The Solace of Sin
Page 7
There was a moment’s hesitation before Jim said, ‘I agree with you,’ after which he glanced in Constance’s direction and gave her a wry, shamefaced sort of smile that was meant to be reassuring.
‘Honestly?’ Ada chewed vigorously on a mouthful of food, swallowed it, then went on, ‘She’s so damned refeened is Miss Nesbit, the head of the department, you know. She talks like this—’ and, pursing her mouth, she mimicked, ‘Miss Stapleton, are you aware that you are on duty and a customer is waiting? Get along. Get along…Coo! She’s an old twit. She makes me want to spew—’
‘Ada! We’ll have none of that talk.’
‘Aw, Mam, what’s in that? It’s nothing. Anyway she does…she does, Uncle.’ She was bending forward and grinning, addressing herself solely to Jim. Then pulling herself upright again she looked from Jim to Constance, and then to Peter, and asked, ‘Any special reason for your visit? Not that I’m inhospitable; I’m just askin’.’
‘Well, there’re two reasons.’ Her father was nodding at her. ‘Your uncle’s got another book on the go. I mean, it’s coming out.’
‘Oh! Good for you, Uncle.’ Ada jumped up from the table and, throwing herself onto Jim’s knee, put her arms around his neck and kissed him. It could have been a childish action, but Ada was eighteen and none of her actions was childish.
Constance’s expression did not change as she watched her husband’s arms encircle his niece and return her kiss.
When Peter spoke, it was as if he were trying to drive a wedge between his father and his cousin. His voice high, he gave the second reason for their visit: ‘That’s not all.

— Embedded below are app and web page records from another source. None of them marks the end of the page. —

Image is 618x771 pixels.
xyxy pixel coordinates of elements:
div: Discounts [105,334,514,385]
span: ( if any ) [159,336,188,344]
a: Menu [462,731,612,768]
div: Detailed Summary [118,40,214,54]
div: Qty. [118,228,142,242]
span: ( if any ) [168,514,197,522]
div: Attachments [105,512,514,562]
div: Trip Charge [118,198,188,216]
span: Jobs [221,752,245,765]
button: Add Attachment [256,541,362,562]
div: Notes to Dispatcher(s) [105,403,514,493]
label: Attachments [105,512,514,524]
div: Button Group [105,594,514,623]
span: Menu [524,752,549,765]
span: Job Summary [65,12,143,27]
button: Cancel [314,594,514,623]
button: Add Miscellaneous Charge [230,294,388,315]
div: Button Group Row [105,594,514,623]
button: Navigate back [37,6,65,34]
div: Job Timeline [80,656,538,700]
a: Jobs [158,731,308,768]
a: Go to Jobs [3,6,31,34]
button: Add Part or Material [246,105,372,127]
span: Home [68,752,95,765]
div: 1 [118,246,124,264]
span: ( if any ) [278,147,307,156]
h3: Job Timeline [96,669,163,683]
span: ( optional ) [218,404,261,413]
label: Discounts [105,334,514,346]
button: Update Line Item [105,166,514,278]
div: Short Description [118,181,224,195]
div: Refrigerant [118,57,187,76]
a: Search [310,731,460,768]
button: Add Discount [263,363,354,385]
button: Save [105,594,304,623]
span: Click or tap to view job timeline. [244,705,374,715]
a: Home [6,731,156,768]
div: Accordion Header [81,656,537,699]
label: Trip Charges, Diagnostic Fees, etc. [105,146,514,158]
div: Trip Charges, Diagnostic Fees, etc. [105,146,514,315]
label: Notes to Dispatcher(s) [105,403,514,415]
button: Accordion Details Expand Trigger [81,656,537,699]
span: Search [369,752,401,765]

Mother’s bought the house out in the wilds, the one Aunt Millie and Uncle saw last weekend.’
Ada was standing on the hearthrug now looking at him. ‘No kiddin’!’ she said. ‘For a weekend cottage?’ This last remark was addressed to Constance and Constance replied, ‘Well, not exactly; we might live there for most of the year.’
‘But I thought it was at the back of beyond.’
‘Yes, it is rather.’
Ada looked at Constance in silence for a moment. Then shrugging her shoulders, she returned to the table and continued her meal. Her silence on the subject seemed to condemn the whole idea of the house as a permanent habitation. As a weekend cottage she could see it as bearable, but to her, anyone preferring to live outside the town was barmy.

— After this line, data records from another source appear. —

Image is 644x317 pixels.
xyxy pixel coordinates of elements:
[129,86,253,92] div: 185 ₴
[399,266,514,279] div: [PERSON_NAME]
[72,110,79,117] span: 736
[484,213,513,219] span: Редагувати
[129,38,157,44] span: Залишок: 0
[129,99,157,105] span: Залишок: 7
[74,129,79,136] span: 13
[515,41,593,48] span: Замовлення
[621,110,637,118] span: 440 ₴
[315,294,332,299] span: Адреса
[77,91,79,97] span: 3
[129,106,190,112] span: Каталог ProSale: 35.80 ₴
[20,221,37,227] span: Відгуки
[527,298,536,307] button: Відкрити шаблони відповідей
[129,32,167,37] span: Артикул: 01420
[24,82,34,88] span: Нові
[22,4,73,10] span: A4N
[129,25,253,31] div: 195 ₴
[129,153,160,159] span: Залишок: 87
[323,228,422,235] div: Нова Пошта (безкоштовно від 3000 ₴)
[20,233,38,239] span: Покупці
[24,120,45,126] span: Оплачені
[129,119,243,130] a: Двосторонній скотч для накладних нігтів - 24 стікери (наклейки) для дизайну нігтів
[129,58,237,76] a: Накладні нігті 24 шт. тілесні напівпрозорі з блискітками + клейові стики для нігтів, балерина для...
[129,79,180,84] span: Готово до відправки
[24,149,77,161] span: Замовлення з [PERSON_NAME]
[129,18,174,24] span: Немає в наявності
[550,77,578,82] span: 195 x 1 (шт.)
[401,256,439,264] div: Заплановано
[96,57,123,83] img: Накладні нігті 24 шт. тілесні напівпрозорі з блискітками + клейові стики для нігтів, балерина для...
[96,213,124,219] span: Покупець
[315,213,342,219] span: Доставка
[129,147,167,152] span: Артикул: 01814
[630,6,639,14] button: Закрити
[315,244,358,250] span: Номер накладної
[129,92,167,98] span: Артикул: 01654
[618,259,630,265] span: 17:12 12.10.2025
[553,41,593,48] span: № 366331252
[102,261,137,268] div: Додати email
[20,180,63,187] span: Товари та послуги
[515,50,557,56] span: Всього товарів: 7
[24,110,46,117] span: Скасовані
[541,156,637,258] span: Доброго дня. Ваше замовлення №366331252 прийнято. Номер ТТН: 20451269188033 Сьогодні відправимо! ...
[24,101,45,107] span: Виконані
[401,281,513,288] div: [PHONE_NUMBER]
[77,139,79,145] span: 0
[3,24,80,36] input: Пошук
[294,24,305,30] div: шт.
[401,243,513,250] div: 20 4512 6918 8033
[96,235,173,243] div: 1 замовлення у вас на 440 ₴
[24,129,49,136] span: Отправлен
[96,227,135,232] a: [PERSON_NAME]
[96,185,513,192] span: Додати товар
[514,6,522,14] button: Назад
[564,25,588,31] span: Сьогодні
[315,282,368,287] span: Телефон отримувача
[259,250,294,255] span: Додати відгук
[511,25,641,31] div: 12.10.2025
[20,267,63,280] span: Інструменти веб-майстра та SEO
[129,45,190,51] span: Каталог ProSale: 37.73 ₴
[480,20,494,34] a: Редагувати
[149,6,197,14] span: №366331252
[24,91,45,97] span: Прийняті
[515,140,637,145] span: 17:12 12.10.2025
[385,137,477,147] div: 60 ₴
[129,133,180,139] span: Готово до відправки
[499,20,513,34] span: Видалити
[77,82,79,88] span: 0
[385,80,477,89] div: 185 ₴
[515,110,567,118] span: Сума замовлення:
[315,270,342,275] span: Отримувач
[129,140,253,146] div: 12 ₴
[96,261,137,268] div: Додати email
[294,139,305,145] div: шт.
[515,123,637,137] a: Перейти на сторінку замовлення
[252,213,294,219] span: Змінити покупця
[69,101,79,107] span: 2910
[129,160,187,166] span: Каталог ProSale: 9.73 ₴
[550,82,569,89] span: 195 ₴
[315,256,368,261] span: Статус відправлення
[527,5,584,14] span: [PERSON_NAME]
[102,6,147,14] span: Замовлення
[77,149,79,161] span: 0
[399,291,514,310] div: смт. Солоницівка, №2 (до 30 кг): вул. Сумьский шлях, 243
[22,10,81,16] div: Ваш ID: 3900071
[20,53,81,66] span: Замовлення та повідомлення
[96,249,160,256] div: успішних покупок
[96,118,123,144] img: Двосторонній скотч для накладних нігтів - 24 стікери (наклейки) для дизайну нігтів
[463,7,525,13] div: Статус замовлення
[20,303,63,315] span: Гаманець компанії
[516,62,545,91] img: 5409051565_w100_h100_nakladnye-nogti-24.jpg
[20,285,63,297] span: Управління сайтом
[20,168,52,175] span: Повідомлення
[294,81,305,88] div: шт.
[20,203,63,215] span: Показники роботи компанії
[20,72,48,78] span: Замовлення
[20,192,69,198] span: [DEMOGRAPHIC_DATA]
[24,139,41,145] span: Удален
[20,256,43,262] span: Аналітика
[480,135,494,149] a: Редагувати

The conversation now became stiltedly general. Ada went on eating, and it wasn’t until she had finished and pushed the plate away from her that she turned to Peter and said, ‘I hear you’ve got a car.’
‘Yes; that’s right.’
‘I haven’t seen any invitations flying around.’

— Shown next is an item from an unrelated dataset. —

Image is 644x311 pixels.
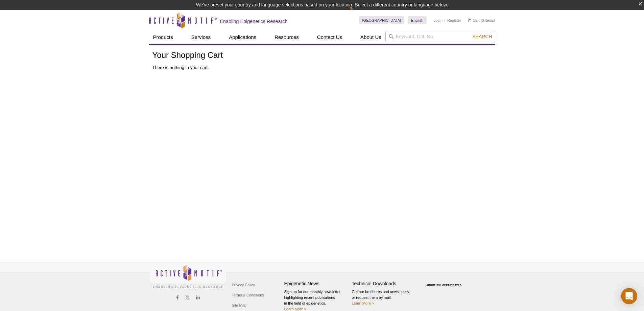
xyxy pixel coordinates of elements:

As her mocking gaze stayed on him he swallowed and said, ‘I’ve hardly driven it myself yet.’
Ada now rose from the table and dusted some crumbs from the sharp rise of her breasts, the while saying, ‘I’ve got some new records; want to hear them?’
Peter did not answer; Ada kept her record player in her room and he certainly did not want to be in there alone with her. Once before he had gone in to hear her records, only to come out flushed to the ears. But his Uncle Harry was now saying, ‘Go on, man, and do a bit of twisting; it’ll do you good. You never go to dances, do you?’
‘No, Uncle.’
‘Well, it’s about time you started. Go on with you.’ And he jerked his head towards the door and his daughter, and there was nothing Peter could do but to follow Ada. As he passed his mother he did not look at her; he knew that she wasn’t looking at him but that his father was.
In the room Ada said, ‘Shut the door, or you’ll have me mam yellin’ along the passage. She can’t stand the groups; they drive her barmy. Coo! What it is to be old.’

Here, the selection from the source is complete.